RE:RE:Response on 1b pace. More clinics?I am sure with your knowledge and perseverance your wife is getting the absolute best care and options she can. Sincere hopes that the ones you've identified bring the results eveyone would want.
I am a friend-once-removed from one of the original Doctors that started Florida Cancer Specialists, one of the largest treatment and research groups throughout the state with 100 locations. He founded it with 2 other people back in the late 80's. It was a fairly small outfit and while they did well, it wasn't until the last 15 years or so when very, very expensive drugs came in to the mix that they literally started minting money. It became far more profitable than what any of them expected. The friend we have in common is an eye surgeon with a multi-office practice in the Carolinas. He's jealous of that model and hopes some day there are expensive drugs to administer for various eye diseases but there really aren't. It showed me what a difference between a specialty with loads of expensive drugs and one with just surgery and not many drugs --but the same effort! So you are right, the money is so large and thrown around that profits can certainly get in the way of advice for some doctors, but probably not all.
You're advice is right for THTX though -- open way more centers so you don't have the delays you had in dosage part of trial.
By the way, if THTX reads this, Florida Cancer Specialists is large in the drug trial space so if you need my contact, happy to provide it to you. He's a big wig down there..and, yes, I have provided him with the latest research paper that was published on TH1902. Still waiting for feedback. He's a busy man!
juniper88 wrote: We assume that doctors are good and honorable people. Having dealt with oncologist for just over 4 years now I now sadly know this assumption is far from the truth. My wife relapses and doesn't have many options. She was referred to a Phase I oncologist. He presented 1 trial as an options (his pet trial). I had done my homework and presented several. He said none of them were recruiting patients. So, I contacted the sponsors and yes they are still recruiting at the cancer center my wife is at. The doctors have all the power and the sponsors are deathly afraid of them, with good reason. So, my advice to THTX, open as many sites as you can.
Wino115 wrote: Responding to the question on how long a 1b could drag on, while I have no answer and everything seems to be longer, I do notice that it's about 50/50 between much larger 1a/1b number of study locations according to a sample from MD Anderson site and looking at their clinicalgov site. I'm counting "larger" as >10 study locations.
Some have a lot and they're small companies. Here's one for Five Prime Therapeutics and they have 18 sites, with some in Korea
https://clinicaltrials.gov/ct2/show/NCT03514121
There's too many for me to really see what the averages are. I looked at just the docetaxol ones and you get guys like AbbVie with 35 locations around the world, all recruiting now. There's also a Pfizer one with 35 sites in US with about half recruiting.
I don't know their plans or what budget issues are, but I would hope they expand from the current 5 study sites, with only 4 recruiting. They probably need to double or triple the study sites for 1b, and then double again for 2 and beyond depending on the plan.
As pointed out, showing the clinics you have a highly interesting and potentially highly effective treatment would make that easy. If not, could be hard. Time is of the essence, so the more study sites, the quicker the data collection goes. Crank it up if you need to. That could be one of the major ATM functions -- expanding study sites.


Reproduce every entry exactly, without alteration.

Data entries

☆ ☆ ☆ ☆ ☆

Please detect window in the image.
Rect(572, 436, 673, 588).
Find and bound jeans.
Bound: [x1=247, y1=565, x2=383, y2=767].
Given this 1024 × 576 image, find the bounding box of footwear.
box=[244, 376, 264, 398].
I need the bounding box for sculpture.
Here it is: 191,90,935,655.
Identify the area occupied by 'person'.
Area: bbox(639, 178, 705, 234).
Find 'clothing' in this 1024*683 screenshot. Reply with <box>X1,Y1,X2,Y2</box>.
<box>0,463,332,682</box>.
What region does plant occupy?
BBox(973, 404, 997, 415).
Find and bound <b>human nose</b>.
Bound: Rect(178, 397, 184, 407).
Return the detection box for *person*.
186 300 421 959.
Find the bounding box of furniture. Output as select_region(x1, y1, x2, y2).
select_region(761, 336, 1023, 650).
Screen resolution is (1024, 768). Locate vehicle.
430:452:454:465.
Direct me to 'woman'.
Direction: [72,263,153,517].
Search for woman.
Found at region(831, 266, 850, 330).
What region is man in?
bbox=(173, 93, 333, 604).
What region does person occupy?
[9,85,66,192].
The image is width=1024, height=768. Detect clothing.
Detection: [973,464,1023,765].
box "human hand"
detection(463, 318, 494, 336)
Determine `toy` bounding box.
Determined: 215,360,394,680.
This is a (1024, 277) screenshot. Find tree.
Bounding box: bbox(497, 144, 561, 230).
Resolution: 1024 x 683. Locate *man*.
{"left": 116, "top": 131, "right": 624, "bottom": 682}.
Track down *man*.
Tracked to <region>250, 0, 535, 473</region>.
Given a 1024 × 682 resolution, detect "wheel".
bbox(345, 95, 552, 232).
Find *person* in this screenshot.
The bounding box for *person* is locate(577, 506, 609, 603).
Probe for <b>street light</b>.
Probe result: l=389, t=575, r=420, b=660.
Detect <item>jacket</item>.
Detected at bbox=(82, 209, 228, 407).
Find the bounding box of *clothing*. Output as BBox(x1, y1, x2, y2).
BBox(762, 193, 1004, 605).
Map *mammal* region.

☆ ☆ ☆ ☆ ☆

--- SOLUTION FOR THIS TASK ---
Please detect window in the image.
Rect(572, 436, 673, 588).
Find and bound jeans.
Bound: [x1=247, y1=565, x2=383, y2=767].
Given this 1024 × 576 image, find the bounding box of footwear.
box=[244, 376, 264, 398].
I need the bounding box for sculpture.
Here it is: 191,90,935,655.
Identify the area occupied by 'person'.
Area: bbox(639, 178, 705, 234).
Find 'clothing' in this 1024*683 screenshot. Reply with <box>X1,Y1,X2,Y2</box>.
<box>0,463,332,682</box>.
What region does plant occupy?
BBox(973, 404, 997, 415).
Find and bound <b>human nose</b>.
Bound: Rect(178, 397, 184, 407).
Return the detection box for *person*.
186 300 421 959.
Find the bounding box of furniture. Output as select_region(x1, y1, x2, y2).
select_region(761, 336, 1023, 650).
Screen resolution is (1024, 768). Locate vehicle.
430:452:454:465.
Direct me to 'woman'.
Direction: [72,263,153,517].
Search for woman.
Found at region(831, 266, 850, 330).
What region is man in?
bbox=(173, 93, 333, 604).
What region does person occupy?
[9,85,66,192].
The image is width=1024, height=768. Detect clothing.
Detection: [973,464,1023,765].
box "human hand"
detection(463, 318, 494, 336)
Determine `toy` bounding box.
Determined: 215,360,394,680.
This is a (1024, 277) screenshot. Find tree.
Bounding box: bbox(497, 144, 561, 230).
Resolution: 1024 x 683. Locate *man*.
{"left": 116, "top": 131, "right": 624, "bottom": 682}.
Track down *man*.
Tracked to <region>250, 0, 535, 473</region>.
Given a 1024 × 682 resolution, detect "wheel".
bbox(345, 95, 552, 232).
Find *person* in this screenshot.
The bounding box for *person* is locate(577, 506, 609, 603).
Probe for <b>street light</b>.
Probe result: l=389, t=575, r=420, b=660.
Detect <item>jacket</item>.
Detected at bbox=(82, 209, 228, 407).
Find the bounding box of *clothing*. Output as BBox(x1, y1, x2, y2).
BBox(762, 193, 1004, 605).
Map *mammal* region.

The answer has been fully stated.